Why Do Rockets Curve After Liftoff? The Science Behind the Turn
The curve you see after liftoff is all about speed, not style. It’s what keeps rockets from falling.
Published April 2 2026, 12:11 p.m. ET

During Artemis II liftoff on April 1, many viewers noticed the rocket seemed to bend instead of shooting straight up.
Artemis II lifted off at 6:35 p.m. EDT from Kennedy Space Center and began a roughly 10-day trip around the Moon and back. The launch looked similar to past missions, but the curve caught attention. Rockets curve on purpose. They do it because orbit requires sideways speed, gravity punishes wasted energy, and the smartest way to leave Earth is to work with physics, not against it.

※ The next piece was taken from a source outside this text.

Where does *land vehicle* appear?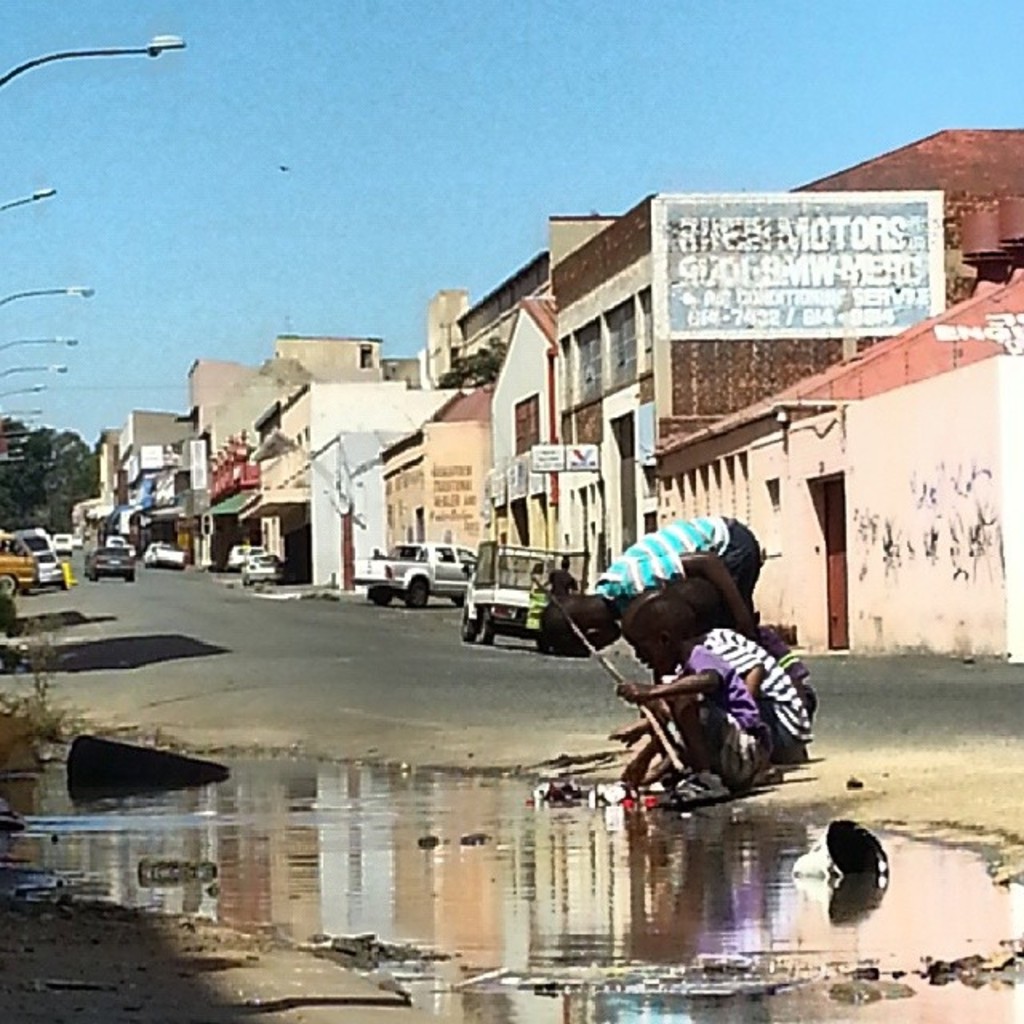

Why do rockets curve when launched?
According to NASA, Rockets curve because reaching space is not the same as entering orbit. A rocket can climb straight up for a short time, but if it only goes vertical, gravity pulls it back down. To stay in orbit, the vehicle must build strong sideways speed.
NASA says powered flight continues until a launch vehicle accelerates to at least orbital velocity, and the agency notes that a launch near the equator already gets a boost from Earth’s rotation of more than 1,650 kilometers per hour toward the roughly 28,000 kilometers per hour needed for orbit. That is why launch teams pitch the vehicle over after liftoff instead of keeping it pointed straight at the sky. This maneuver is called the gravity turn.

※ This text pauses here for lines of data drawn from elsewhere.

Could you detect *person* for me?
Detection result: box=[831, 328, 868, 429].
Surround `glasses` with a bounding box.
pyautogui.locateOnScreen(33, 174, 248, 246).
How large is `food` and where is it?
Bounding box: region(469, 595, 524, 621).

“Gravity Turn minimizes aero loads on vehicle and uses Earth G to turn vehicle horizon,” NASA says. The rocket rises straight up just long enough to clear the pad and the thickest part of the atmosphere. Then it leans over. This shift sends more thrust into forward speed and avoids wasting fuel fighting gravity head-on.

What happens after takeoff?
The launch action doesn't stop when the rocket leaves the ground. The huge launch cloud that people call “smoke” is really steam. NASA says its Pad 39B sound suppression system dumped about 450,000 gallons of water during a 30-second test and can hit a peak flow rate of more than 1 million gallons per minute. The point is not just to look dramatic.
“SLS will create about 176 decibels at liftoff, which is significantly louder than a jetliner,” said Launchpad Element Deputy Project Manager Nick Moss. “The sheets of water created by the flow will curb that sound by knocking it down a few decibels.”
The exhaust itself depends on the fuel. NASA says liquid oxygen and kerosene engines produce water vapor, carbon dioxide, and carbon monoxide. Solid rocket motors can also release hydrogen chloride and aluminum oxide.
As for how rockets land back on Earth, that depends on what part of the mission you are talking about. Crew capsules like Orion do not land like airplanes, according to NASA. Orion will slam back into Earth’s atmosphere at nearly 25,000 mph, slow to about 325 mph, then deploy 11 parachutes in sequence to bring the capsule down to about 20 mph for splashdown in the Pacific. Recovery teams then move in with Navy divers, attach flotation gear, help the astronauts out, and tow the capsule into a ship.